The flip side of that is if you are already competing primarily on price. If you’re having success in the market by offering products at a low price, you may save even more by switching to drop shipping. Yes, there will be all of the trade-offs of lack of bulk pricing and lower margins, but it may be cheaper for you than buying the inventory and storing it yourself. Only you can answer that.
Full Responsibility
Despite having a larger and more spread-out supply chain, all of the responsibility of getting the product to the customer is still on you. Whether things are delayed, damaged, incorrect, out of stock, or lost – none of which you had a hand in – you’re the one who is going to have to answer to the customer. In essence, you are still the face of the company they ordered from, and all complaints go directly to you.

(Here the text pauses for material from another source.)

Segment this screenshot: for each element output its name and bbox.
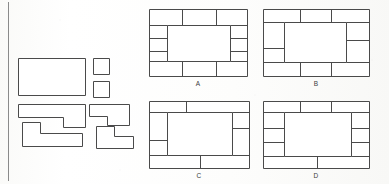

Aside from having responsive customer service, you’ll want to make sure you’re investing in an inventory management software that always has up to date information on your inventory availability. You can at least avoid misunderstandings with products being suddenly out of stock (and orders cancelled), and communicate when products are low in stock.
Though we did focus more on the cons of drop shipping in this article, it can actually be an amazing solution for some businesses. Companies that compete on price, don’t have a need for a strong brand association, and have expensive inventory storage costs can benefit greatly from drop shipping. However, if that doesn’t sound at all like you and your business, drop shipping is probably not a great fit.
What do you think of drop shipping? Have you thought about incorporating it into your business? Let us know.
Jake Rheude is the Director of Marketing for Red Stag Fulfillment, an eCommerce fulfillment warehouse that was born out of eCommerce. He has years of experience in eCommerce and business development. In his free time, Jake enjoys reading about business and sharing his own experience with others.